10 April 2015

When and how the Europeans turned white

A new genetic study has found,
that the most important evolutionary change is whiteness
– it appeared among Europeans 8000 years ago

Marina Astvatsaturyan, Echo of Moscow

In a comparative study of the genomes of ancient populations and modern humans, presented at the recent, 84th conference of the American Association of Physical Anthropologists (American Association of Physical Anthropologist), several genes related to changes in diet and skin pigmentation and subjected to strict natural selection were identified.

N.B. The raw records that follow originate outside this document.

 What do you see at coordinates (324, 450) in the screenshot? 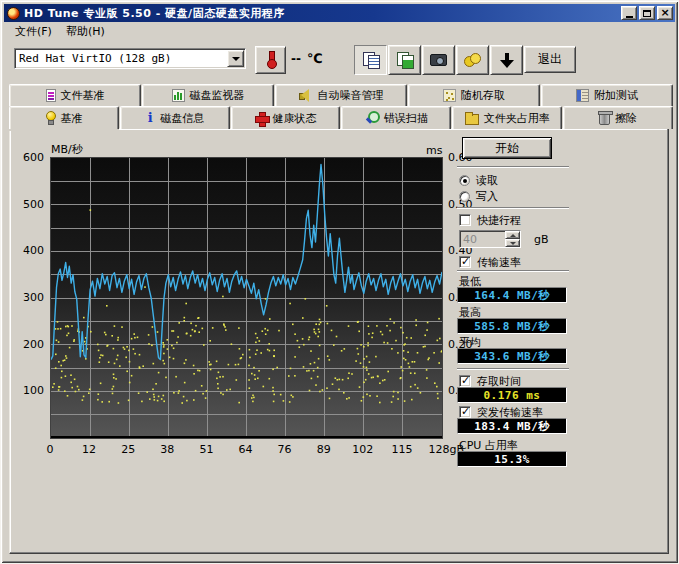
I see `x-tick-label: 89` at bounding box center [324, 450].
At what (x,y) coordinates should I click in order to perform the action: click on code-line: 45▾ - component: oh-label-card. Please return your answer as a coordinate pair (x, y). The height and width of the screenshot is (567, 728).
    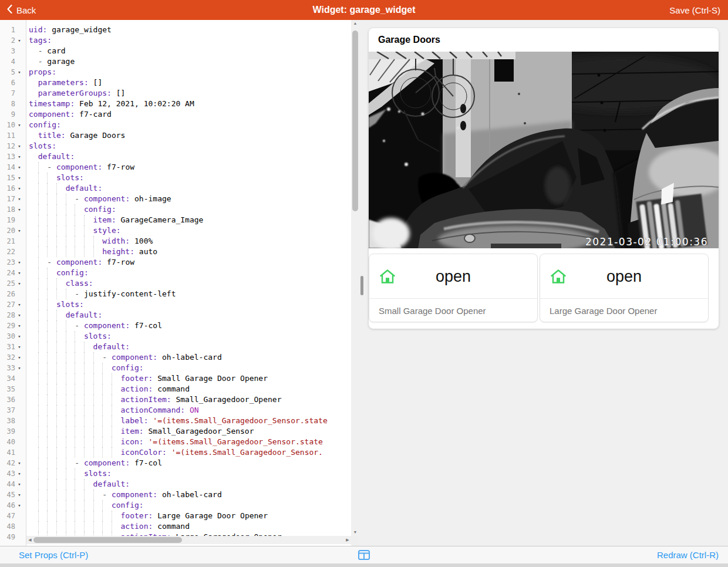
    Looking at the image, I should click on (176, 495).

According to Science NOW (How Europeans evolved white skin – VM), first of all, population geneticists from Harvard University David Reich and Ian Mathieson confirmed previous data that European hunter-gatherers 8000 years ago were unable to digest milk sugar, lactose. The first cattle farmers did not digest milk either. There was no gene responsible for the assimilation of lactose – it is called LCT – neither in farmers who came from the Middle East 7800 years ago, nor in cattle breeders of the Yamnaya culture who came from the Eastern European steppes 4800 years ago. Lactose tolerance began to spread across Europe only 4,300 years ago, not earlier. As for the genes that determine skin color, their evolutionary history is more complicated.

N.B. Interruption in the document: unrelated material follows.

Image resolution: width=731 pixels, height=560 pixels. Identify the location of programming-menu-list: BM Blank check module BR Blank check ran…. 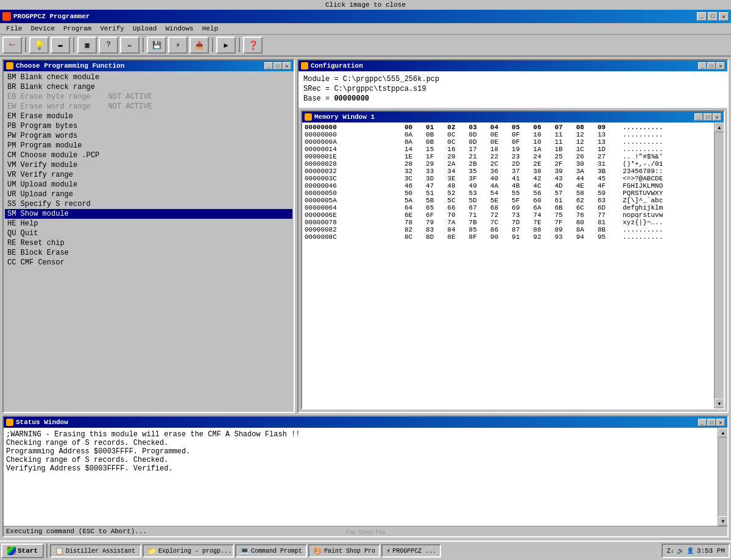
(149, 170).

According to new data, about 8,500 years ago, hunter-gatherers in Spain, Luxembourg and Hungary, like their ancestors who came out of Africa 40 thousand years ago, had a dark skin color. They did not have two mutations in the SLC gene (SLC24A and SLC45A2), which are responsible for depigmentation – the white skin of modern Europeans. But further north, for example, in Sweden, both "light-skinned" gene variants were found in the genomes of seven hunter-gatherers who lived 7700 years ago. The carriers of both of these genes turned out to be Middle Eastern farmers who came to Europe at about the same time. It was one of their "light-skinned" variants that appeared in the Central and Eastern European populations as soon as they began to interbreed with the indigenous hunter-gatherer population.

The second "Middle Eastern" variant began to spread with high frequency only 5800 years ago. In the article (Mathieson et al., Eight thousand years of natural selection in Europe; you can also download the full text in pdf – VM there), which the authors of the study posted on the bioRxiv biology preprints website, nothing is said about the reasons for strict natural selection by skin color genes, but there is an assumption that in the northern at latitudes, the owners of fair skin with the lactose tolerance gene had a clear advantage. Light skin accumulates the solar ultraviolet, which is scarce in northern latitudes, but necessary for the formation of vitamin D, is more effective than dark, and milk is a source of vitamin D, and therefore its assimilation in Europe was vital.